When the devil tempts you to despair, to think that God won’t provide for you, that you have to take things into your own hands, remind yourself that God won’t abandon His child, that He has given up His own Son for you, and how will He not also with Him give you all good things? Remind yourself of the psalm, “No good thing will God deny to those who fear him.” And when the devil tempts you to arrogance, to testing God, remind yourself of your Baptism, that God has made you his child, and children are dependent, they don’t call the shots, they don’t make the rules, they live by their Father’s rules, and your Father’s rules are the best, they are love, and they bring happiness and contentment. And when the devil tempts you with all the pleasures of the world, to put them above your Lord Jesus, to worship money and fame and obsess over them, remind yourself of your Baptism, that here is worth and wealth the world simply can’t give, here is an eternal inheritance, here is the riches of God Himself who could create ten thousand world richer than this one and more beautiful with far greater joys, here is perfect contentment and purity and innocence, here you share in the divinity of Christ, joined to Him, the brother of God, and so the children of God, with a clean conscience, a purpose for life, and a forever to look forward to.

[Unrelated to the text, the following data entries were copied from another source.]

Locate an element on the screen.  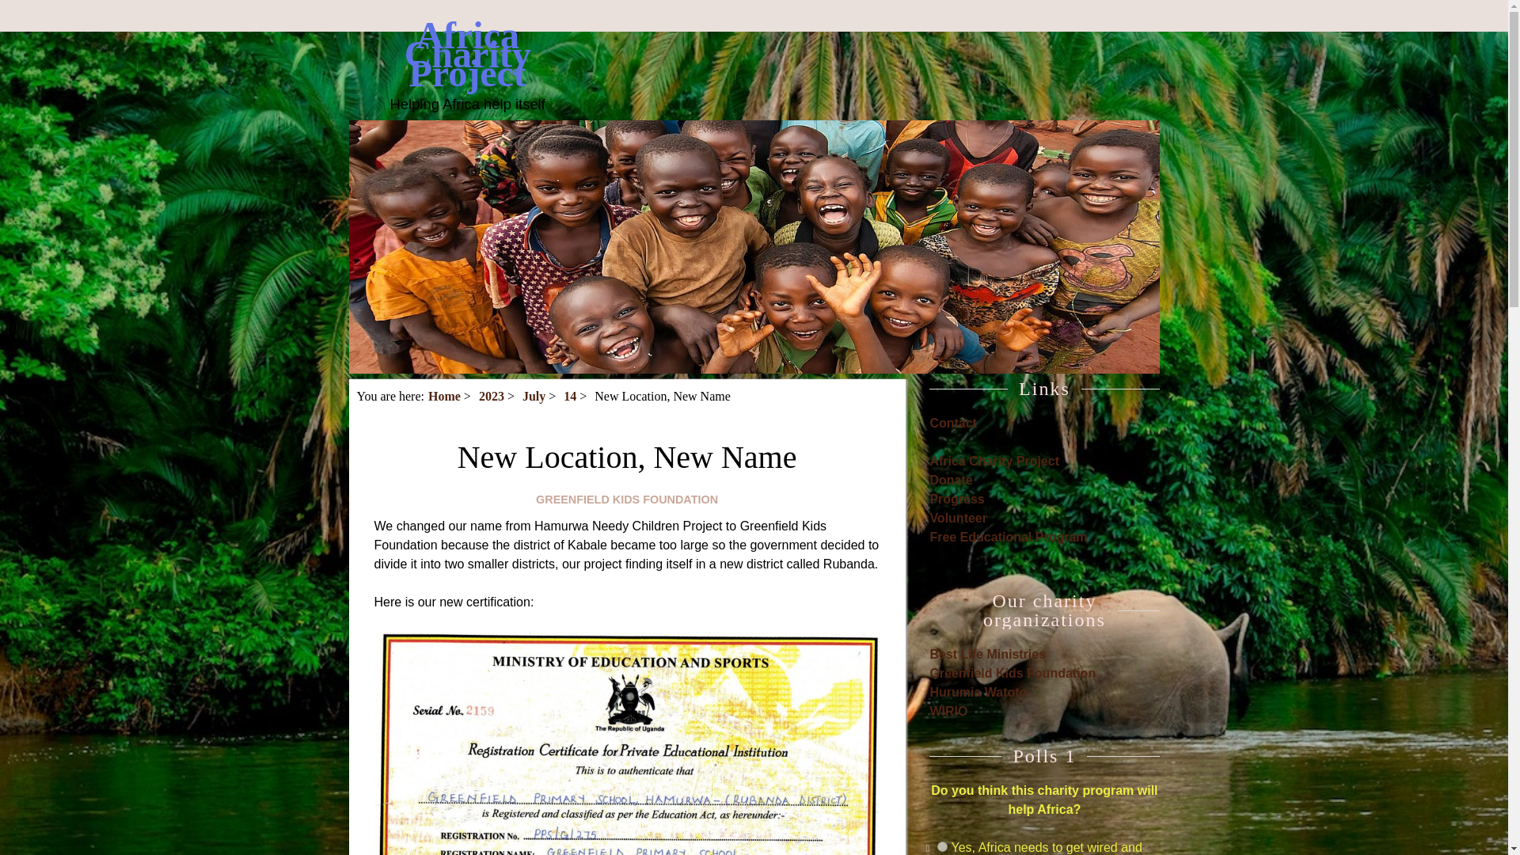
Greenfield Kids Foundation is located at coordinates (1012, 673). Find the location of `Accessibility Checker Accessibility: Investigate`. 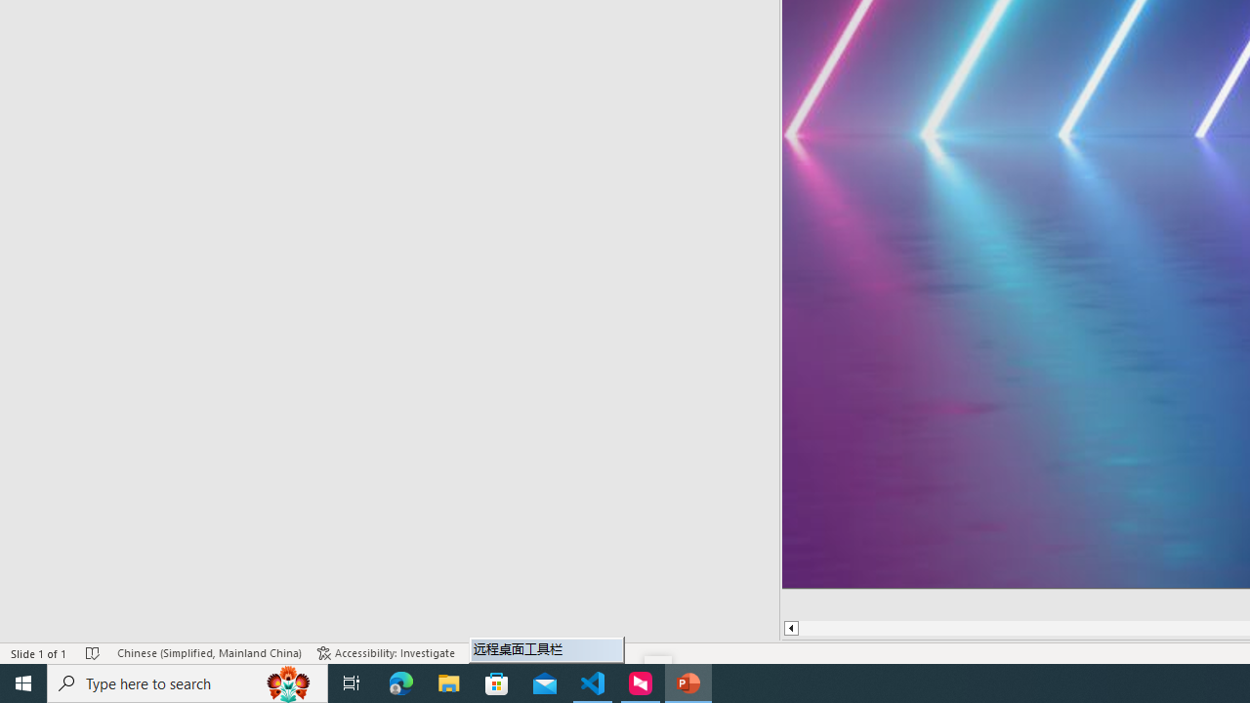

Accessibility Checker Accessibility: Investigate is located at coordinates (386, 653).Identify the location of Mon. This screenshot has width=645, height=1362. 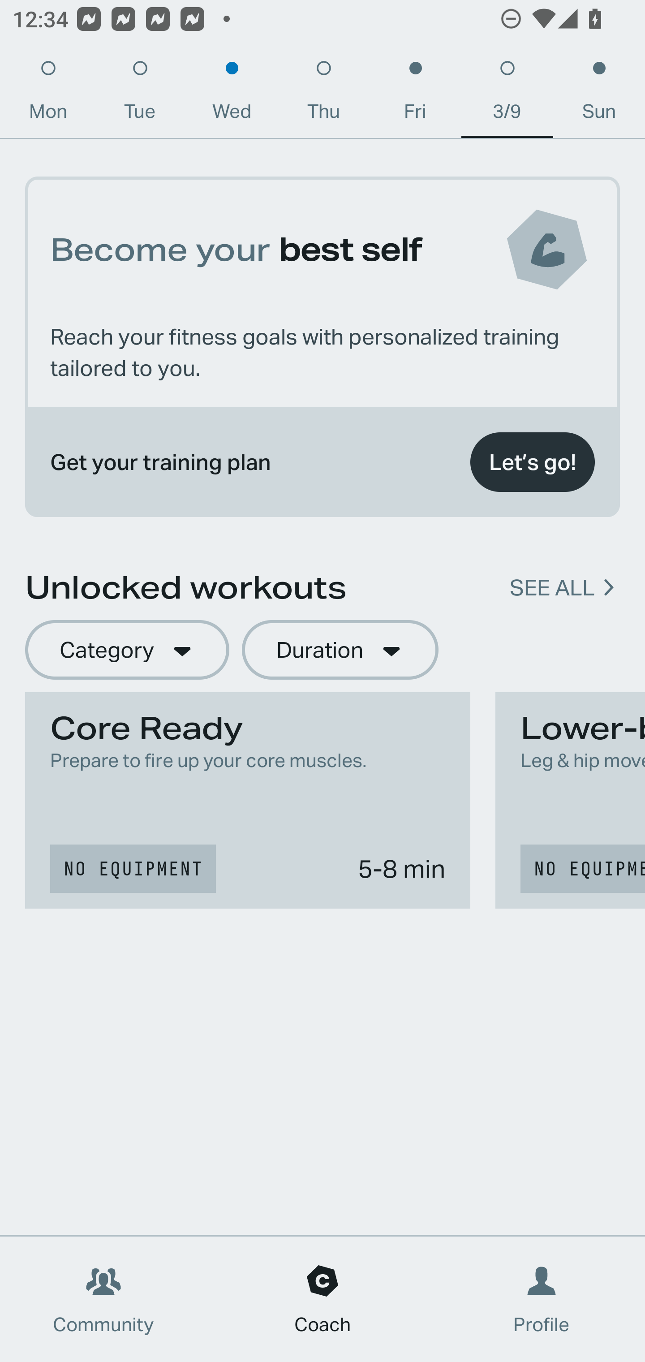
(48, 94).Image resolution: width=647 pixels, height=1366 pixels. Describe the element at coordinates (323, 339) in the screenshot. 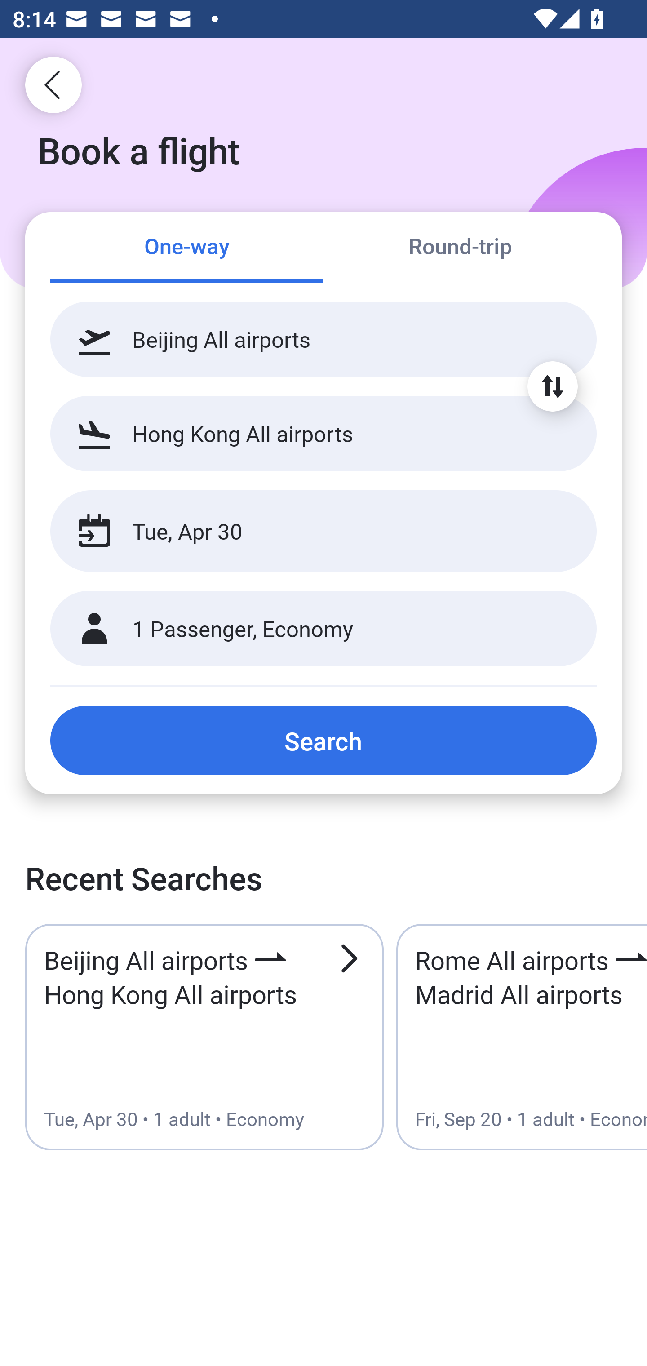

I see `Beijing All airports` at that location.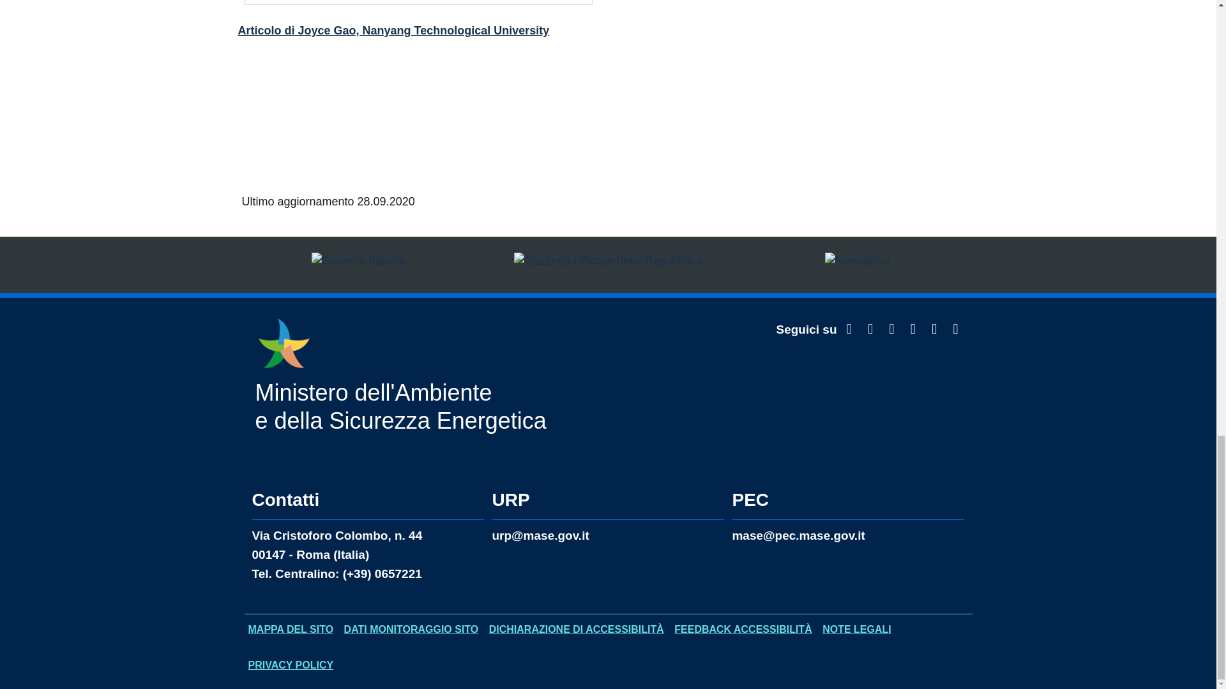 This screenshot has height=689, width=1226. What do you see at coordinates (849, 330) in the screenshot?
I see `Twitter MASE` at bounding box center [849, 330].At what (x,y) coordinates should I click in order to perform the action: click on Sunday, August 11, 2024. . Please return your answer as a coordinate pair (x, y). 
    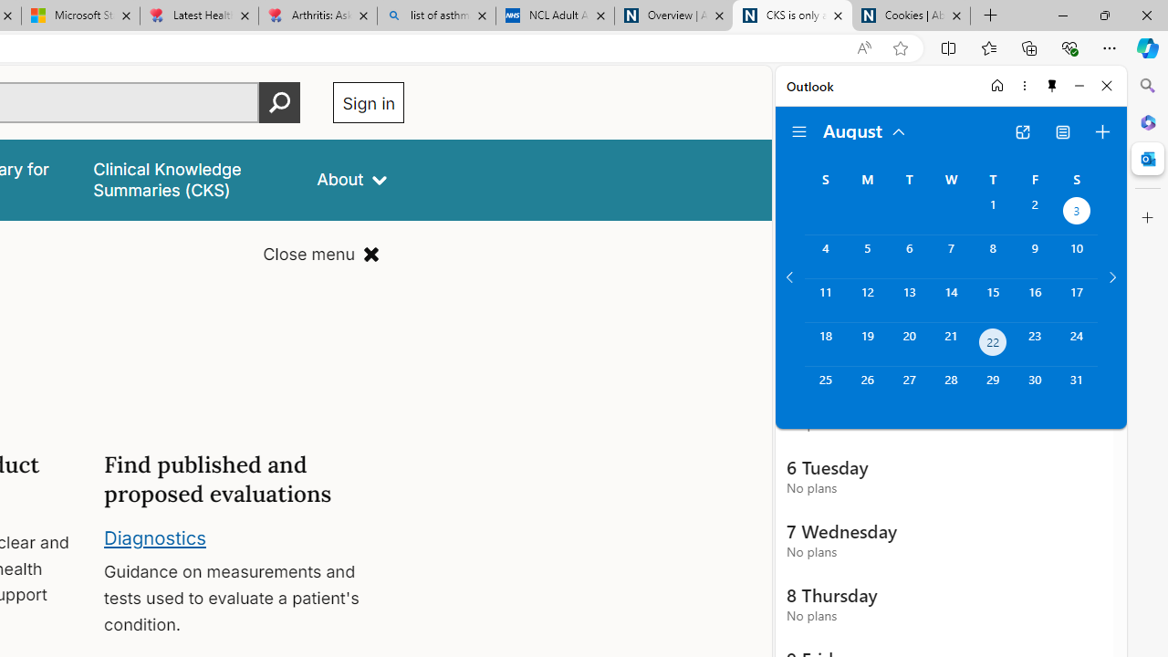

You of course are not Jesus. Jesus won completely against the devil. He had to win, he couldn’t lose, because He is God and God can’t sin, can’t fall into sin. It’s impossible. But you can sin. God has not yet removed our sinful flesh from us. We have to die before that happens. So we will sin in thought, word, and deed, as we just confessed. The devil will succeed in this at least. But even this God will work for our good and our victory. First, because God will not allow us, so long as we cling to our Baptism, He will not allow us to despair of His mercy, to jump ship. My sheep hear my voice and I know them and they follow me and I give them eternal life, and they shall never perish, neither shall anyone snatch them from my hands. He will keep you from great shame and vice, from sinning against your conscience, from openly and purposefully breaking his commandments. Only use your Baptism and he will give you the victory. And second, he’ll teach you by the devil’s temptations how empty the devil is, that what he promises only disappoints and only brings pain and dirtiness in the end. The devil is a loser, he’s a damned fool, and when you do battle against him, when you rise to arms, as we sang to open this service, and employ prayer to the God of hosts, when you remember your Baptism and who you are, then you emerge victorious. Christ won. He holds the field forever. And you are His and He is yours. The devil could take everything else, literally, everything, life, goods, fame, child, wife, and he still will have won nothing. The victory has been won. The Kingdom ours remaineth. And because the Kingdom is ours, we will expect every good thing from our God, and we will hand his praises down to our baptized children, and we will happily do battle against the devil all our days, until our Lord welcomes us into the peace of paradise the blest, where we will hear the words against confirmed, “Here too is my son, my daughter, in whom I am well pleased.” Amen.